Website Refresh Checklist: Start 2026 With a Better Site
Your website worked hard for you in 2025. Before the new year starts, give it a thorough checkup. This checklist covers the essentials — from performance and content to security and SEO — so you can enter 2026 with a site that actually helps your business grow.
Performance Check
Slow websites lose customers. Run your site through Google PageSpeed Insights and check both mobile and desktop scores.
- Largest Contentful Paint (LCP): Should be under 2.5 seconds. If it is not, look at image optimization and server response times.
- Cumulative Layout Shift (CLS): Should be under 0.1. Add width and height attributes to all images and avoid dynamically injected content above the fold.

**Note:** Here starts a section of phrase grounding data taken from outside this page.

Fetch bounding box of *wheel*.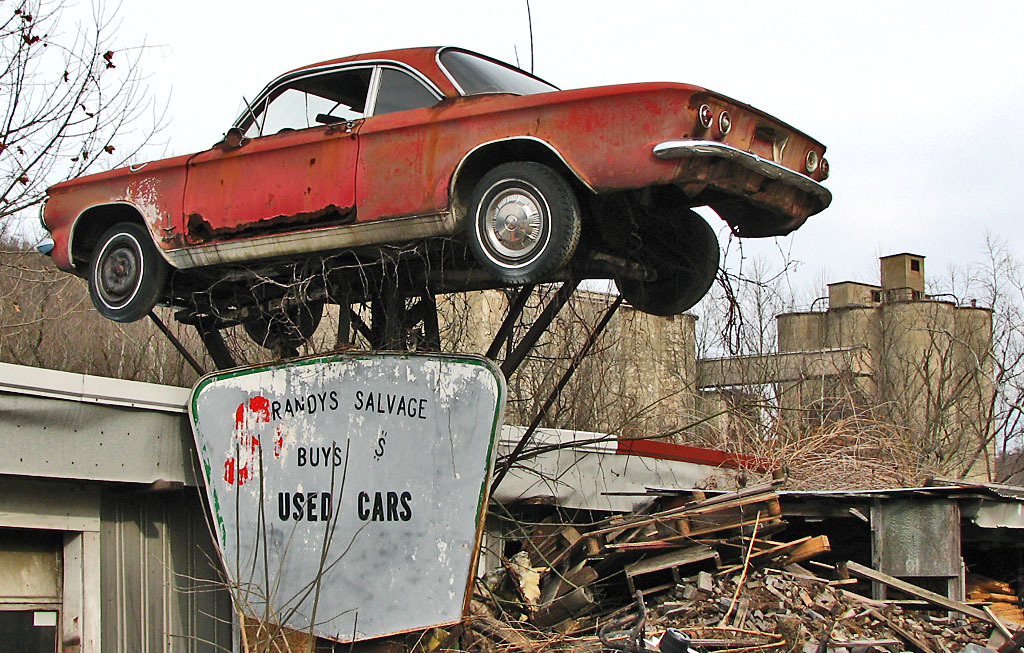
Bbox: pyautogui.locateOnScreen(469, 166, 571, 283).
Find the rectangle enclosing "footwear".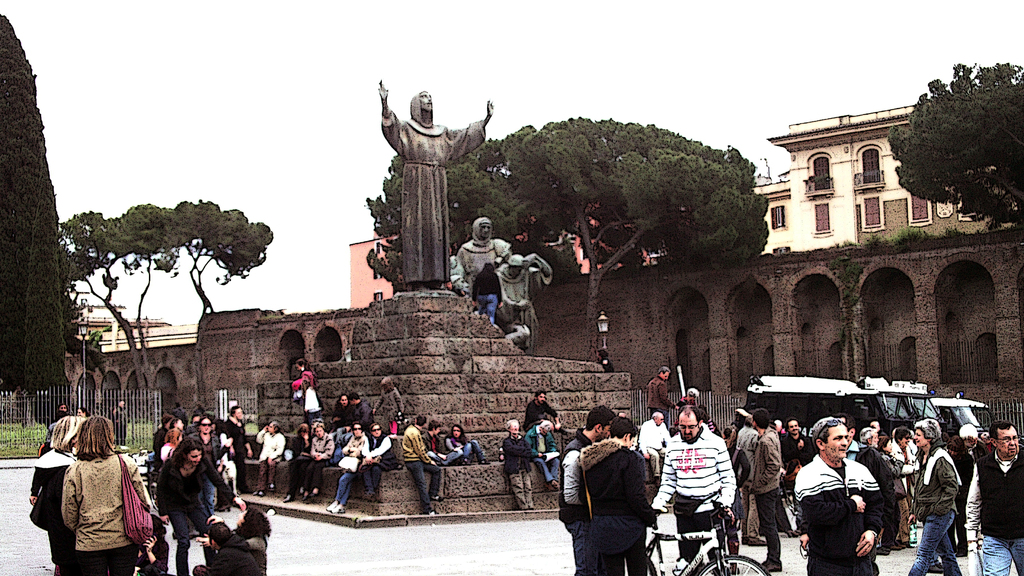
[278, 488, 293, 508].
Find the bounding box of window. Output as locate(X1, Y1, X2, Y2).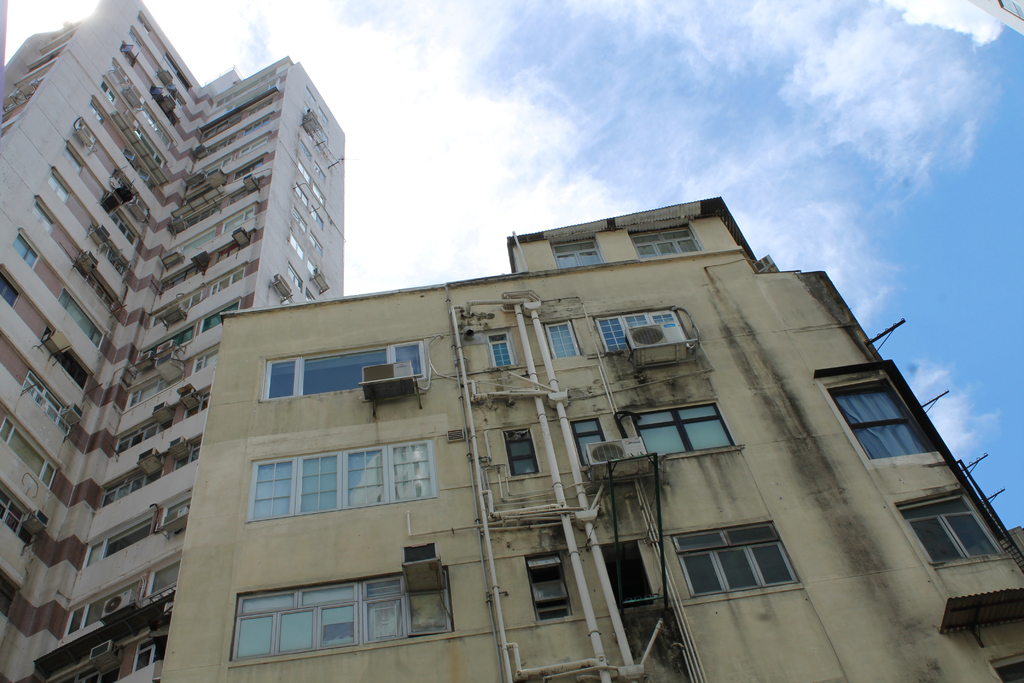
locate(246, 442, 440, 525).
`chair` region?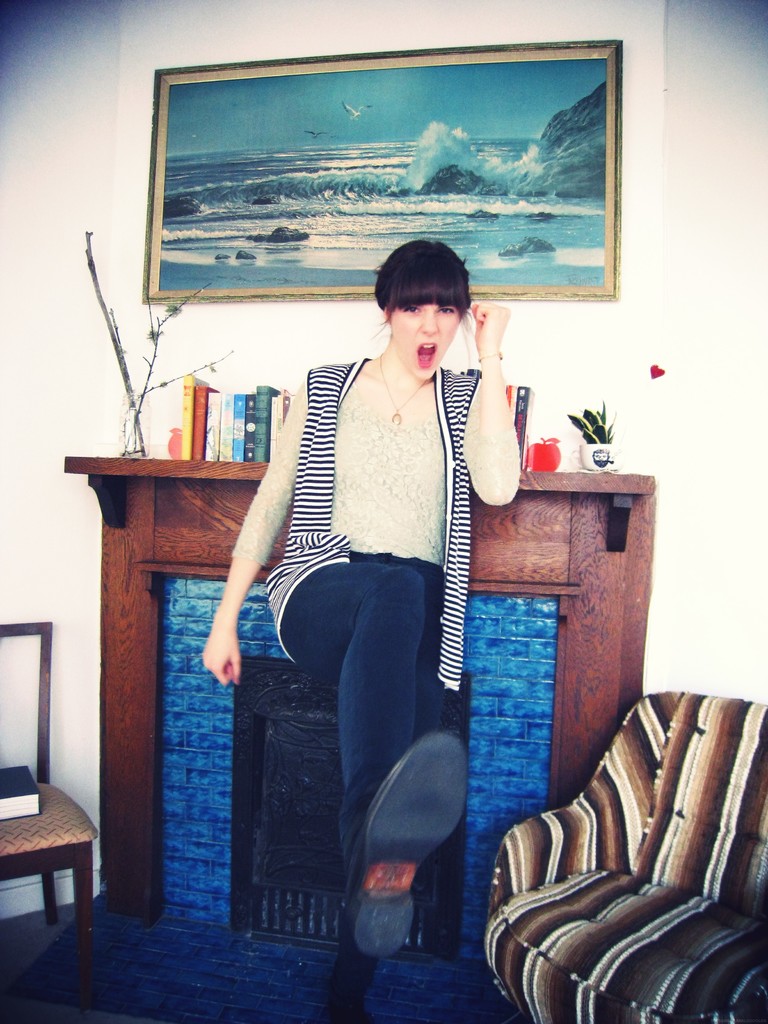
BBox(0, 620, 99, 1023)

- Interaction to Next Paint (INP): Should be under 200ms. Review any JavaScript that blocks the main thread.
Content Audit
Walk through every page of your site and check:
- Outdated information. Are your hours, pricing, team members, and service descriptions current?
- Copyright year. Update your footer to 2026 (or better yet, make it dynamic).
- Dead links. Use a free tool like Broken Link Checker to find and fix 404 errors.
- Old blog posts. Refresh your top-performing content with updated statistics and current information. Google rewards freshness.
- Calls to action. Are your CTAs still relevant? Do they point to the right destinations?
SEO Fundamentals
- Title tags and meta descriptions. Review your top 10-20 pages. Are titles under 60 characters and descriptions under 160 characters? Do they accurately describe the content?
- Header structure. Each page should have exactly one H1 tag. Use H2s and H3s in logical order.
- Image alt text. Every meaningful image should have descriptive alt text. This helps both accessibility and SEO.
- XML sitemap. Verify your sitemap is up to date and submitted in Google Search Console.
- Robots.txt. Make sure you are not accidentally blocking important pages from search engines.
For a deeper SEO analysis, tools like Semrush can run a comprehensive site audit that catches technical issues you might miss in a manual review.
Security and Maintenance
- SSL certificate. Verify it is valid and not expiring soon. All pages should load via HTTPS.
- Software updates. If you are on WordPress, update core, themes, and plugins. If you are on a managed platform, check for any pending configuration changes.
- Backups. Verify your backup system is working. Test a restore if you have not done so recently.
- Forms. Submit a test entry through every form on your site. You would be surprised how often contact forms silently break.
- Analytics. Confirm Google Analytics 4 and Google Search Console are properly connected and receiving data.
Mobile Experience
Open your website on your phone and go through the full user experience:
- Can you read all text without zooming?
- Do buttons and links have enough tap space?
- Does your navigation work cleanly on a small screen?
- Do forms work properly on mobile?
- Does your site load in under 3 seconds on a mobile connection?
Over 60% of small business website traffic now comes from mobile devices. If your mobile experience is poor, you are losing the majority of your potential customers.
Legal Compliance
- Privacy policy. Is it current and does it reflect your actual data collection practices?
- Cookie consent. If you serve visitors in the EU or use tracking cookies, make sure your consent mechanism is functioning.
- ADA accessibility. Run a basic accessibility check with a tool like WAVE. Fix any critical issues like missing form labels or insufficient color contrast.
The 30-Minute Version
If you do not have time for a full audit, focus on these five high-impact items:
- Update all outdated business information
- Fix any broken links or forms
- Compress your largest images
- Verify your SSL certificate and analytics
- Test your site on mobile
A few hours invested now prevents problems from compounding throughout 2026. Your website is your most important digital asset — treat it like one.